This is a book containing 38 poems written by Lali A Love about the spiritual world and the journeys and experiences within that world.
As beings we have dual existence. We live physically as flesh and blood: we also exist as a soul which lives just behind the pineal gland in our brain. Just as our physical body needs food our spirit needs nourishment also. This books provides some wonderful sustenance, reminding and teaching us of our own spirituality, our qualities and how to grow them; love, creating good karma, positivity, light thoughts, change, self love, gratitude, humility. Each poem provides a meditation that centres on aspects of spiritual life.
|I think that it is impossible to just read the poems once, they can be kept to refer to when you feel low or need spiritual guidance and confirmation. They are not to be read in one go but dipped into throughout your life. It is the sort of writing you can go back to years later and find new things.
I didn't know the word “Ananda” so researched it. Ananda in sanskrit means bliss and happiness, signifying reaching nirvana and escaping the reincarnation birth/death recycle. Ananda was also the cousin of the Buddha, who persuaded him to allow women to become buddhist monks. He was called Ananda because he was born on the day that the Buddha achieved nirvana.
Below each poem is a short extract from an established spiritual writer such as Rumi, Ray, Chopra, the Buddha as a sort of qualifier and strengthener. The cover pictures the soul as a burning flame, and established truth, but in contrast the text for the cover is in a very modern font, san-serif, almost like it comes from a computer. I liked these two concepts in juxtaposition, the new growing on, giving new life and developing from the established old. This symbolises the spiritual life as something relevant and vital in the modern world, something that we all need right now.
Lali A Love must be congratulated on writing such a wonderful collection of poems. She has done a very good job in portraying spirituality through physical words. I imagine myself picking up one of the poems, holding it to the air in my hand and squeezing it. I watch a cloud of starlight and colourful sparkle fly out and trail into the sky.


=== PROBLEM DETAILS ===
Scan the listing below. Copy each line that contains "text".

=== EXTRACTED ENTRIES ===
= Beginning of Section =
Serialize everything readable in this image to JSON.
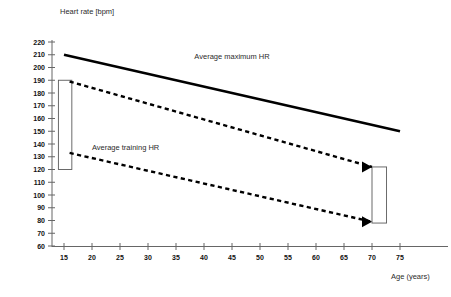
{
  "chart_data": {
    "type": "line",
    "title": "",
    "ylabel": "Heart rate [bpm]",
    "xlabel": "Age (years)",
    "xlim": [
      12,
      78
    ],
    "ylim": [
      60,
      220
    ],
    "grid": false,
    "legend_position": "inline-annotations",
    "x_ticks": [
      15,
      20,
      25,
      30,
      35,
      40,
      45,
      50,
      55,
      60,
      65,
      70,
      75
    ],
    "y_ticks": [
      60,
      70,
      80,
      90,
      100,
      110,
      120,
      130,
      140,
      150,
      160,
      170,
      180,
      190,
      200,
      210,
      220
    ],
    "series": [
      {
        "name": "Average maximum HR",
        "style": "solid",
        "x": [
          15,
          75
        ],
        "values": [
          210,
          150
        ],
        "label_x": 45,
        "label_y": 206
      },
      {
        "name": "Average training HR upper bound",
        "style": "dashed",
        "x": [
          16,
          70
        ],
        "values": [
          189,
          122
        ]
      },
      {
        "name": "Average training HR lower bound",
        "style": "dashed",
        "x": [
          16,
          70
        ],
        "values": [
          133,
          79
        ]
      }
    ],
    "annotations": [
      {
        "text": "Average maximum HR",
        "x": 45,
        "y": 207
      },
      {
        "text": "Average training HR",
        "x": 26,
        "y": 135
      }
    ],
    "brackets": [
      {
        "name": "training-zone-young",
        "x0": 14,
        "x1": 16.4,
        "y0": 120,
        "y1": 190
      },
      {
        "name": "training-zone-old",
        "x0": 70,
        "x1": 72.6,
        "y0": 78,
        "y1": 122
      }
    ],
    "arrows": [
      {
        "name": "arrow-upper-training-bound",
        "x": 70,
        "y": 122
      },
      {
        "name": "arrow-lower-training-bound",
        "x": 70,
        "y": 79
      }
    ],
    "colors": {
      "series": "#000000",
      "axis": "#666666",
      "bracket": "#5a5a5a",
      "text": "#1a1a1a",
      "background": "#ffffff"
    }
  }
}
= End of Section =
=== ANSWER SPACE ===
        "text": "Average maximum HR",
        "text": "Average training HR",
      "text": "#1a1a1a",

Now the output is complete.